Front and back view of the Thrustmaster Heart Game Controller in half white and half black including directional pad two...

Photograph: Thrustmaster

The only detractors to that premium feel are an ugly, blobby D-pad, and Xbox function buttons—view, menu, and share—that are far too small. The D-pad is the worst, seeming at odds with the otherwise sleek design approach the H.E.A.R.T. takes. Its rounded tips result in a feeling of no real delineation between its directions, and with no texturing to its surface, the thumb slides aimlessly over it. The function buttons, meanwhile, are both tiny and shallow, making them feel insubstantial.

Still, the design impresses for the most part, and Thrustmaster builds it all around upgraded parts compared to standard controllers. While it doesn’t have the sometimes daunting array of swappable components and meticulous degrees of customization that the higher end likes of Microsoft’s Xbox Elite or Thrustmaster’s own Eswap X2 offer, the H.E.A.R.T.’s mechanical buttons deliver a satisfyingly clicky pushback to every press, its triggers feels smooth, and its control sticks glide under your thumbs.

Magnetic Attraction

It’s in the thumbsticks where some of the higher-end tech of the pad lives. Most standard controllers determine a stick’s position using potentiometers, where (very simply) a contact pad measures resistance as you move the stick around. The problem is that the friction of the process—thousands of micro-movements in every play session, each one rubbing against the contacts—wears components down over time. This results in “stick drift”, where your on-screen character or aim might wander of its own accord. The H.E.A.R.T., in contrast, uses magnets, with the stick’s position determined (again, very simply) by which direction electrons are pushed over a sensor.

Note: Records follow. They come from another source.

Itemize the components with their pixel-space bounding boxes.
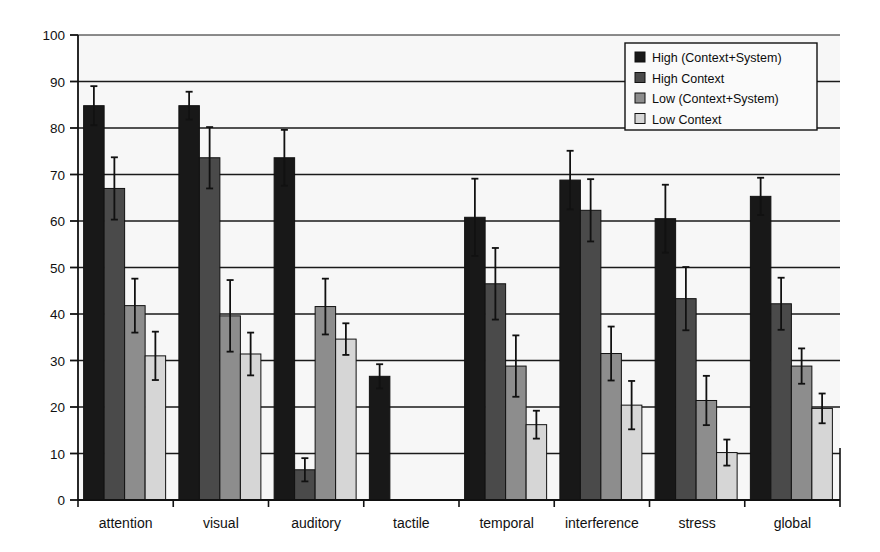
x-tick-label: tactile (393, 515, 430, 531)
bar (179, 106, 200, 500)
legend-swatch (635, 73, 645, 83)
legend-swatch (635, 114, 645, 124)
x-tick-label: stress (678, 515, 715, 531)
legend-item[interactable]: Low (Context+System) (635, 92, 779, 106)
y-tick-label: 40 (50, 307, 65, 322)
bar (771, 304, 792, 500)
bar (104, 188, 125, 500)
x-tick-label: temporal (479, 515, 533, 531)
bar (274, 158, 295, 500)
legend: High (Context+System)High ContextLow (Co… (625, 43, 817, 130)
y-tick-label: 70 (50, 168, 65, 183)
x-tick-label: global (774, 515, 811, 531)
y-tick-label: 0 (57, 493, 65, 508)
y-tick-label: 100 (42, 28, 65, 43)
x-tick-label: interference (565, 515, 639, 531)
legend-label: High Context (652, 72, 725, 86)
y-tick-label: 20 (50, 400, 65, 415)
y-tick-label: 80 (50, 121, 65, 136)
legend-swatch (635, 52, 645, 62)
bar (580, 210, 601, 500)
y-tick-label: 60 (50, 214, 65, 229)
bar (655, 219, 676, 500)
x-tick-label: attention (99, 515, 153, 531)
legend-swatch (635, 93, 645, 103)
legend-label: Low Context (652, 113, 722, 127)
legend-item[interactable]: High (Context+System) (635, 51, 782, 65)
legend-label: High (Context+System) (652, 51, 782, 65)
bar (125, 306, 146, 500)
y-tick-label: 10 (50, 447, 65, 462)
x-tick-label: auditory (291, 515, 341, 531)
x-tick-label: visual (203, 515, 239, 531)
y-tick-label: 50 (50, 261, 65, 276)
y-tick-label: 30 (50, 354, 65, 369)
legend-label: Low (Context+System) (652, 92, 779, 106)
bar (84, 106, 105, 500)
bar (465, 217, 486, 500)
bar (791, 366, 812, 500)
bar (560, 180, 581, 500)
x-axis-ticks: attentionvisualauditorytactiletemporalin… (78, 500, 840, 531)
chart-canvas: 1009080706050403020100 attentionvisualau… (0, 0, 880, 552)
bar (750, 196, 771, 500)
bar (199, 158, 220, 500)
bar (336, 339, 357, 500)
bar-chart: 1009080706050403020100 attentionvisualau… (0, 0, 880, 552)
y-tick-label: 90 (50, 75, 65, 90)
bar (315, 307, 336, 500)
bar (369, 376, 390, 500)
y-axis-ticks: 1009080706050403020100 (42, 28, 78, 508)
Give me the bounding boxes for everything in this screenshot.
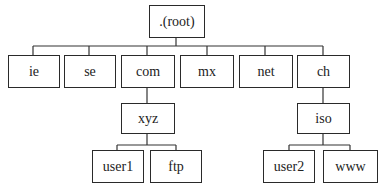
node-root: .(root) — [149, 5, 205, 38]
node-mx: mx — [180, 55, 234, 88]
node-user2: user2 — [263, 150, 315, 183]
node-com: com — [121, 55, 175, 88]
node-net: net — [239, 55, 293, 88]
node-user1: user1 — [92, 150, 144, 183]
node-ftp: ftp — [150, 150, 202, 183]
node-www: www — [323, 150, 378, 183]
node-se: se — [64, 55, 116, 88]
node-ie: ie — [8, 55, 60, 88]
node-iso: iso — [297, 103, 350, 134]
node-ch: ch — [297, 55, 350, 88]
node-xyz: xyz — [121, 103, 175, 134]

This is the Hall Effect of the acronym, named for physicist Edwin Hall who discovered it, and while he probably didn’t anticipate its application to better video game controllers back in 1879, the key takeaway is that the process is frictionless. That means not only that components don’t degrade over time, but that their position can be measured far more precisely in the first place—Thrustmaster says they can be tracked to within 0.01 degrees of movement. But does that really translate to improved performance in-game?